The Atlantic: The Most Famous Whistleblowers on Why They Leaked

At a conference last week, GAP client and NSA whistleblower Edward Snowden remotely joined Daniel Ellsberg on a panel discussing their experiences as high profile whistleblowers, detailing how ensuring government accountability is as vital today as it was in the 1970s. Watch the full conversation between the whistleblowers here.

Key Quote: (Ellsberg): My interest was not in setting the record straight. My interest was in helping to end an ongoing war. For that, I would much have preferred to put out current documents, which at that moment I didn’t have access to. Even in the White House it was a big secret, what Nixon was really up to, including nuclear threats. I hoped my documents would show a pattern that continued into the present, and I failed. Hardly anybody was willing to extrapolate and say that, well, Ellsberg has shown that four previous presidents lied in the same way, escalated in the same way, made the same kinds of secret threats. Truman, Eisenhower, Kennedy, and Johnson. But it ended before Nixon. I thought maybe they’d figure out that the current president is doing the same. No. It took documents. And I didn’t have that. So for years I’ve been telling people, it’s gotta be with documents, even though that increases the risk. Well, people know that basically, but they’re not willing to take the risks, I’m sorry to say. 

(Snowden): We not only learned the new truth about our world, that all of our communications are being collected, intercepted, analyzed and stored automatically. That means all of our ideas, thoughts, expressions associations, who we talk to, who we meet, who we love, who we hate, all of these things are now subordinated to the policy of a few guys behind closed doors and we can’t hold them to account…

So when we think about the revelations, we’ve learned what’s really going on, we have the ability to debate, we have the ability to correct this overreach, and we have the ability to protest unconstitutional activity that never should have begun.


The Atlantic: Why Intelligence Whistleblowers Can’t Use Internal Channels

This article counters intelligence officials’ claims that internal channels offer adequate protection to whistleblowers. Citing recent evidence that the CIA obtained confidential emails to Congress about alleged whistleblower retaliation in relation to the Senate’s classified report on the inhanced interrogation program, the author illustrates why intelligence whistleblower protections need an overhaul. Mentions GAP clients Tom Drake and John Kiriakou, and GAP National Security & Human Rights Director Jesselyn Radack.

Key Quote: Today, there is no credible argument that internal channels offer adequate protection to whistleblowers or remedy most serious misdeeds. U.S. officials claim otherwise. They know that no American system of official secrets can be legitimate if it serves to hide behavior that violates the Constitution, the law, or the inalienable rights articulated in the Declaration of Independence. 

That they defend the status quo without being laughed out of public life is a testament to public ignorance. Most Americans haven’t read the stories of Jesselyn Radack, Thomas Drake, or John Kiriakou; they’re unaware of the Espionage Act’s sordid history and its unprecedented use by the Obama administration; they don’t realize the scale of lawbreaking under President Bush, or that President Obama’s failure to prosecute an official torture program actually violates the law; and they’re informed by a press that treats officials who get caught lying and misleading (e.g., James Clapper and Keith Alexander) as if they’re credible. 


Associated Press: Whistleblower Wins at Supreme Court, But Loses Pay

Despite a victory at the U.S. Supreme Court which established that public employee whistleblowers are protected from retaliation when they make truthful statements while giving compelled testimony, the whistleblower at the center of the case is making almost $50,000 less at his job after blowing the whistle.
Michael Riley is a Communications Intern for the Government Accountability Project, the nation’s leading whistleblower protection and advocacy organization.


# Your task
Whenever "label" appears in a line, please copy that line from the data.

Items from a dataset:
-*-*-

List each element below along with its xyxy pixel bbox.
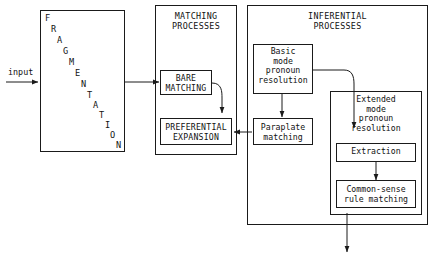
fragmentation-letter: A [57,36,62,45]
fragmentation-letter: T [99,111,104,120]
fragmentation-letter: O [110,131,115,140]
extended-mode-pronoun-resolution-label: Extended mode pronoun resolution [334,95,418,134]
fragmentation-letter: G [63,47,68,56]
fragmentation-letter: M [69,58,74,67]
bare-matching-label: BARE MATCHING [160,74,212,93]
fragmentation-letter: A [93,101,98,110]
inferential-processes-title: INFERENTIAL PROCESSES [247,12,428,32]
fragmentation-letter: T [87,91,92,100]
paraplate-matching-label: Paraplate matching [253,123,313,142]
fragmentation-letter: R [51,25,56,34]
common-sense-rule-matching-label: Common-sense rule matching [336,185,416,204]
fragmentation-letter: F [45,14,50,23]
fragmentation-letter: E [75,69,80,78]
basic-mode-pronoun-resolution-label: Basic mode pronoun resolution [253,47,313,86]
fragmentation-letter: I [105,121,110,130]
matching-processes-title: MATCHING PROCESSES [155,12,237,32]
preferential-expansion-label: PREFERENTIAL EXPANSION [160,123,232,142]
fragmentation-letter: N [116,141,121,150]
fragmentation-letter: N [81,80,86,89]
extraction-label: Extraction [336,147,416,157]
diagram-canvas: input F R A G M E N T A T I O N MATCHING… [0,0,431,261]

-*-*-

# Task response
extended-mode-pronoun-resolution-label: Extended mode pronoun resolution [334,95,418,134]
bare-matching-label: BARE MATCHING [160,74,212,93]
paraplate-matching-label: Paraplate matching [253,123,313,142]
common-sense-rule-matching-label: Common-sense rule matching [336,185,416,204]
basic-mode-pronoun-resolution-label: Basic mode pronoun resolution [253,47,313,86]
preferential-expansion-label: PREFERENTIAL EXPANSION [160,123,232,142]
extraction-label: Extraction [336,147,416,157]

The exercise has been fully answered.